Letter: What more can UNC’s public records do?

TO THE EDITOR:

I was surprised that Editor Jane Wester’s column (“It’s Your Government”) provided Daily Tar Heel readers with such an outdated and inaccurate picture of how the University responds to public records requests.

So, in the spirit of the season, let’s do a little fact-checking on her reporting.

I would be the very first to agree with Jane’s assessment that in the past the University has not always done as good a job as everyone would have liked.

However, including links to two-year-old columns from previous editors in the online presentation of the column does not present a current or fair picture of the Public Records Office’s work.

The current context and facts are important.

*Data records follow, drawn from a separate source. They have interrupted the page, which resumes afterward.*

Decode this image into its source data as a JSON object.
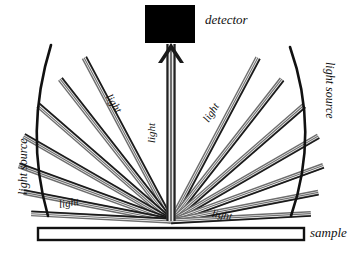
{
  "figure": {
    "type": "optics-schematic",
    "title_text": "",
    "background_color": "#ffffff",
    "ink_color": "#111111",
    "beam_edge_color": "#1a1a1a",
    "beam_fill_color": "#6e6e6e",
    "beam_highlight_color": "#ffffff"
  },
  "detector": {
    "label": "detector",
    "fill_color": "#000000",
    "box": {
      "x": 145,
      "y": 5,
      "width": 50,
      "height": 38
    },
    "label_pos": {
      "x": 205,
      "y": 13
    }
  },
  "sample": {
    "label": "sample",
    "fill_color": "#ffffff",
    "border_color": "#111111",
    "bar": {
      "x": 38,
      "y": 228,
      "width": 266,
      "height": 12
    },
    "label_pos": {
      "x": 310,
      "y": 226
    }
  },
  "sources": [
    {
      "id": "left-source",
      "label": "light source",
      "side": "left",
      "rotation_deg": -90,
      "label_pos": {
        "x": 17,
        "y": 195
      }
    },
    {
      "id": "right-source",
      "label": "light source",
      "side": "right",
      "rotation_deg": 90,
      "label_pos": {
        "x": 336,
        "y": 62
      }
    }
  ],
  "beam_labels": [
    {
      "id": "light-left-upper",
      "text": "light",
      "rotation_deg": 57,
      "pos": {
        "x": 113,
        "y": 92
      }
    },
    {
      "id": "light-center",
      "text": "light",
      "rotation_deg": -90,
      "pos": {
        "x": 146,
        "y": 143
      }
    },
    {
      "id": "light-right-upper",
      "text": "light",
      "rotation_deg": -57,
      "pos": {
        "x": 201,
        "y": 118
      }
    },
    {
      "id": "light-left-lower",
      "text": "light",
      "rotation_deg": -9,
      "pos": {
        "x": 58,
        "y": 199
      }
    },
    {
      "id": "light-right-lower",
      "text": "light",
      "rotation_deg": 9,
      "pos": {
        "x": 213,
        "y": 208
      }
    }
  ],
  "geometry": {
    "convergence_point": {
      "x": 171,
      "y": 221
    },
    "beam_count_per_side": 7,
    "central_beam": {
      "x": 171,
      "top_y": 44,
      "arrow": true
    },
    "left_fan_angles_deg": [
      118,
      128,
      139,
      150,
      160,
      169,
      177
    ],
    "right_fan_angles_deg": [
      62,
      52,
      41,
      30,
      20,
      11,
      3
    ],
    "arc_left": {
      "start": {
        "x": 51,
        "y": 45
      },
      "bulge": {
        "x": 24,
        "y": 132
      },
      "end": {
        "x": 48,
        "y": 216
      }
    },
    "arc_right": {
      "start": {
        "x": 290,
        "y": 47
      },
      "bulge": {
        "x": 320,
        "y": 132
      },
      "end": {
        "x": 291,
        "y": 216
      }
    }
  },
  "footer": {
    "text": "",
    "visible": false
  }
}
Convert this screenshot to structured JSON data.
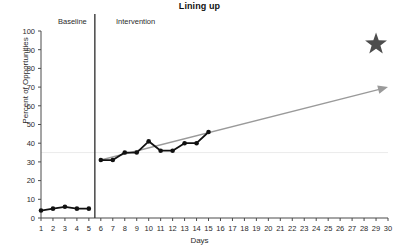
{
  "chart_data": {
    "type": "line",
    "title": "Lining up",
    "xlabel": "Days",
    "ylabel": "Percent of Opportunities",
    "ylim": [
      0,
      100
    ],
    "xlim": [
      1,
      30
    ],
    "ytick_step": 10,
    "yticks": [
      0,
      10,
      20,
      30,
      40,
      50,
      60,
      70,
      80,
      90,
      100
    ],
    "xticks": [
      1,
      2,
      3,
      4,
      5,
      6,
      7,
      8,
      9,
      10,
      11,
      12,
      13,
      14,
      15,
      16,
      17,
      18,
      19,
      20,
      21,
      22,
      23,
      24,
      25,
      26,
      27,
      28,
      29,
      30
    ],
    "grid": "single faint horizontal gridline near 35",
    "gridline_value": 35,
    "legend": "none",
    "phases": [
      {
        "name": "Baseline",
        "label": "Baseline",
        "days": [
          1,
          5
        ]
      },
      {
        "name": "Intervention",
        "label": "Intervention",
        "days": [
          6,
          30
        ]
      }
    ],
    "phase_change_line": {
      "between_days": [
        5,
        6
      ],
      "color": "#3a3a3a"
    },
    "series": [
      {
        "name": "Baseline",
        "color": "#111111",
        "marker": "filled-circle",
        "x": [
          1,
          2,
          3,
          4,
          5
        ],
        "values": [
          4,
          5,
          6,
          5,
          5
        ]
      },
      {
        "name": "Intervention",
        "color": "#111111",
        "marker": "filled-circle",
        "x": [
          6,
          7,
          8,
          9,
          10,
          11,
          12,
          13,
          14,
          15
        ],
        "values": [
          31,
          31,
          35,
          35,
          41,
          36,
          36,
          40,
          40,
          46
        ]
      }
    ],
    "annotations": [
      {
        "type": "trend-arrow",
        "name": "projected-trend-arrow",
        "color": "#9a9a9a",
        "from": {
          "x": 6,
          "y": 31
        },
        "to": {
          "x": 30,
          "y": 70
        }
      },
      {
        "type": "star",
        "name": "goal-star",
        "color": "#4d4d4d",
        "at": {
          "x": 29,
          "y": 93
        }
      }
    ]
  },
  "colors": {
    "data_line": "#111111",
    "trend_arrow": "#9a9a9a",
    "star": "#4d4d4d",
    "axis": "#4a4a4a",
    "phase_line": "#3a3a3a",
    "gridline": "#ececec",
    "background": "#ffffff"
  }
}
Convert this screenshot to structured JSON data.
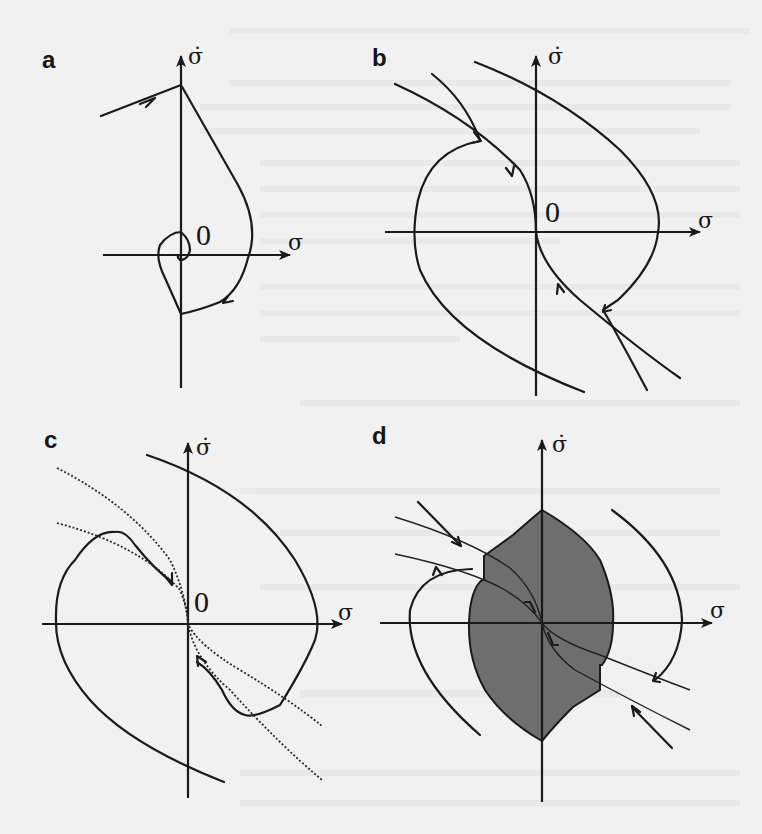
{
  "figure": {
    "panels": [
      {
        "id": "a",
        "label": "a",
        "x_axis_label": "σ",
        "y_axis_label": "σ̇",
        "origin_label": "0"
      },
      {
        "id": "b",
        "label": "b",
        "x_axis_label": "σ",
        "y_axis_label": "σ̇",
        "origin_label": "0"
      },
      {
        "id": "c",
        "label": "c",
        "x_axis_label": "σ",
        "y_axis_label": "σ̇",
        "origin_label": "0"
      },
      {
        "id": "d",
        "label": "d",
        "x_axis_label": "σ",
        "y_axis_label": "σ̇",
        "origin_label": ""
      }
    ],
    "colors": {
      "ink": "#1a1a1a",
      "background": "#f1f1f1",
      "shaded_region": "#6e6e6e"
    }
  }
}
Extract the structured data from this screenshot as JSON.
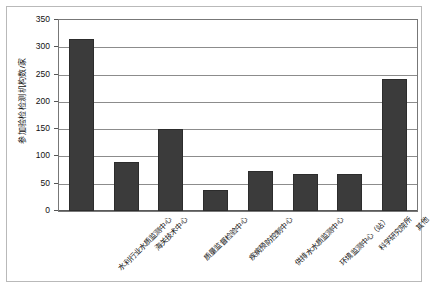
{
  "chart_data": {
    "type": "bar",
    "title": "",
    "subtitle": "",
    "xlabel": "",
    "ylabel": "参加验检检测机构数/家",
    "ylim": [
      0,
      350
    ],
    "yticks": [
      0,
      50,
      100,
      150,
      200,
      250,
      300,
      350
    ],
    "ytick_labels": [
      "0",
      "50",
      "100",
      "150",
      "200",
      "250",
      "300",
      "350"
    ],
    "grid": true,
    "legend": false,
    "legend_position": "none",
    "bar_color": "#3b3b3b",
    "categories": [
      "水利行业水质监测中心",
      "海关技术中心",
      "质量监督检验中心",
      "疾病预防控制中心",
      "供排水水质监测中心",
      "环境监测中心（站）",
      "科学研究院所",
      "其他"
    ],
    "values": [
      315,
      90,
      150,
      39,
      73,
      68,
      68,
      242
    ],
    "series": [
      {
        "name": "参加验检检测机构数",
        "values": [
          315,
          90,
          150,
          39,
          73,
          68,
          68,
          242
        ]
      }
    ]
  },
  "figure": {
    "caption": "",
    "axis_line_color": "#777777",
    "grid_color": "#8c8c8c",
    "frame_color": "#b9b9b9"
  }
}
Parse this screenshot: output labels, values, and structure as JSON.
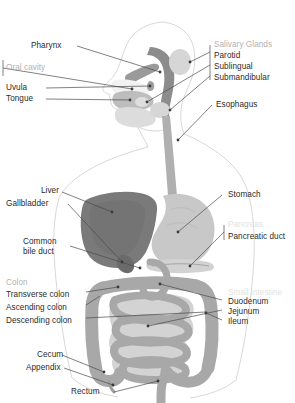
{
  "figure": {
    "style": "grayscale medical illustration with leader-line callout labels",
    "width": 295,
    "height": 403,
    "background_color": "#ffffff"
  },
  "colors": {
    "label_text": "#2b2b2b",
    "group_header_text": "#b2b2b2",
    "group_header_faint": "#e2e2e2",
    "leader_line": "#4a4a4a",
    "body_outline": "#cfcfcf",
    "pharynx_dark": "#8c8c8c",
    "liver_dark": "#7a7a7a",
    "stomach_light": "#c8c8c8",
    "intestine_mid": "#a8a8a8",
    "gland_light": "#d8d8d8",
    "esophagus": "#b0b0b0"
  },
  "labels": {
    "pharynx": "Pharynx",
    "oral_cavity_group": "Oral cavity",
    "uvula": "Uvula",
    "tongue": "Tongue",
    "salivary_glands_group": "Salivary Glands",
    "parotid": "Parotid",
    "sublingual": "Sublingual",
    "submandibular": "Submandibular",
    "esophagus": "Esophagus",
    "liver": "Liver",
    "gallbladder": "Gallbladder",
    "common_bile_duct": "Common bile duct",
    "stomach": "Stomach",
    "pancreas_group": "Pancreas",
    "pancreatic_duct": "Pancreatic duct",
    "colon_group": "Colon",
    "transverse_colon": "Transverse colon",
    "ascending_colon": "Ascending colon",
    "descending_colon": "Descending colon",
    "small_intestine_group": "Small intestine",
    "duodenum": "Duodenum",
    "jejunum": "Jejunum",
    "ileum": "Ileum",
    "cecum": "Cecum",
    "appendix": "Appendix",
    "rectum": "Rectum"
  },
  "organs": [
    {
      "name": "pharynx",
      "region": "head",
      "shade": "dark"
    },
    {
      "name": "tongue",
      "region": "head",
      "shade": "mid"
    },
    {
      "name": "uvula",
      "region": "head",
      "shade": "mid"
    },
    {
      "name": "parotid-gland",
      "region": "head",
      "shade": "light"
    },
    {
      "name": "sublingual-gland",
      "region": "head",
      "shade": "light"
    },
    {
      "name": "submandibular-gland",
      "region": "head",
      "shade": "light"
    },
    {
      "name": "esophagus",
      "region": "thorax",
      "shade": "mid"
    },
    {
      "name": "stomach",
      "region": "abdomen",
      "shade": "light"
    },
    {
      "name": "liver",
      "region": "abdomen",
      "shade": "dark"
    },
    {
      "name": "gallbladder",
      "region": "abdomen",
      "shade": "dark"
    },
    {
      "name": "pancreas",
      "region": "abdomen",
      "shade": "light"
    },
    {
      "name": "duodenum",
      "region": "abdomen",
      "shade": "mid"
    },
    {
      "name": "jejunum",
      "region": "abdomen",
      "shade": "mid"
    },
    {
      "name": "ileum",
      "region": "abdomen",
      "shade": "mid"
    },
    {
      "name": "transverse-colon",
      "region": "abdomen",
      "shade": "mid"
    },
    {
      "name": "ascending-colon",
      "region": "abdomen",
      "shade": "mid"
    },
    {
      "name": "descending-colon",
      "region": "abdomen",
      "shade": "mid"
    },
    {
      "name": "cecum",
      "region": "abdomen",
      "shade": "mid"
    },
    {
      "name": "appendix",
      "region": "abdomen",
      "shade": "mid"
    },
    {
      "name": "rectum",
      "region": "pelvis",
      "shade": "mid"
    }
  ]
}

The DTH consistently ranks as the number one requester for public records, currently accounting for 20 percent of this year’s requests.

Over the past two years, we’ve received 90 total requests from the DTH; 75 of those had been closed with responses through August 2016.

So what’s outstanding? The pending DTH requests include one from fall 2014 for all materials from the Wainstein investigation, a request that requires us to review and process approximately 5 million pages of documents.

And while it’s still an open request, we’re not just sitting around.

To date, we’ve provided the DTH with more than 1.2 million pages of materials for that one request alone.

In addition to that request, the records office has provided more than 409,000 pages of non-Wainstein documents for all records requests filed in fiscal 2014 to 2015 and 2015 to 2016.

In the past six years, we’ve averaged about 400 requests each year.

Given the complexity of many of the requests and the number of documents and pages involved, can we respond instantaneously to every request? No.

Are we trying to be obstinate, as Jane writes in her column? No.

In fact, we’ve gotten a lot better both in terms of timeliness and transparency.

We want to be the example of public records processing for major United States public research universities.

That’s Chancellor Folt’s expectation and fitting with UNC-Chapel Hill’s role as a leading public university.